In Portugal, for instance, possession of any type of drug that would last one person 10 days is decriminalized. If someone is caught with that small an amount, he or she must report to a special commission within three days and will be connected to drug treatment. Unlike in San Francisco, treatment slots are always available. If the person refuses treatment, police may get involved.

Drug dealers, meanwhile, face years in prison. As a result of the policy changes in the late 1990s, the use of heroin, cocaine and crack in Portugal has dropped, and dirty needles on sidewalks and open-air drug use are rare.

If there’s any upside to prison, it’s that Jeffrey and his mother have reconnected. She’s visited him regularly in Redwood City and San Quentin. In the mail, there are often long letters from Jeffrey. One was a letter of apology. When the phone rings, it’s often him calling.

“He does care about himself now,” Susan said.

These days, her overwhelming feeling is sadness, for all the years lost to addiction and estrangement. “It’s missing him — vacations we never took, movies we never saw together, holidays we never spent together,” she said.

On one of their last visits to the Redwood City jail, Susan and Steve spoke to Jeffrey through thick glass smeared with the fingerprints of relatives and inmates unable to touch each other.

Mostly they joked and told stories, but then the conversation turned serious.

“I look at you, and I just, I get angry. This is your life. Sixteen years of your life,” Susan told Jeffrey. “I just want you where you’re going to be safe and get help.”

On May 13, Jeffrey was back in a Redwood City courtroom. His attorney made a last-gasp plea to Judge Buchwald to suspend the five-year sentence and send Jeffrey to treatment instead.

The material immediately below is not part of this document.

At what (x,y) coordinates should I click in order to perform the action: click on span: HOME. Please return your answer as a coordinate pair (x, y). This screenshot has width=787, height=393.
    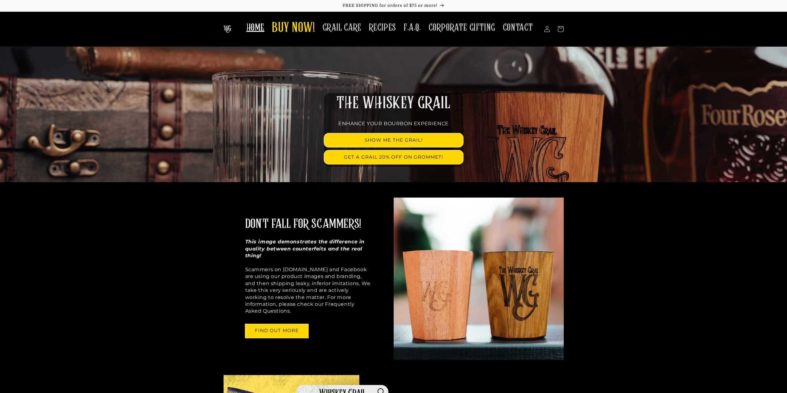
    Looking at the image, I should click on (255, 28).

Susan and Steve were sitting in the front row. They drove their “good car” — the one, Susan joked, that doesn’t have 200,000 miles on it — and brought Jeffrey a change of clothes. Just in case, by some miracle, the judge released him.

Buchwald, who declined to comment for this column, said in the hearing that he could have given him even more time in prison and refused to alter his sentence. So it was back to San Quentin, the first stop for those on their way to prisons around the state. Jeffrey will serve out his sentence at a prison in Susanville (Lassen County), a nearly 10-hour round-trip drive for Susan and Steve.

Susan said she was disgusted. She and Steve drove back to Clayton. A bedroom will be waiting there for Jeffrey, she said, whenever he comes home.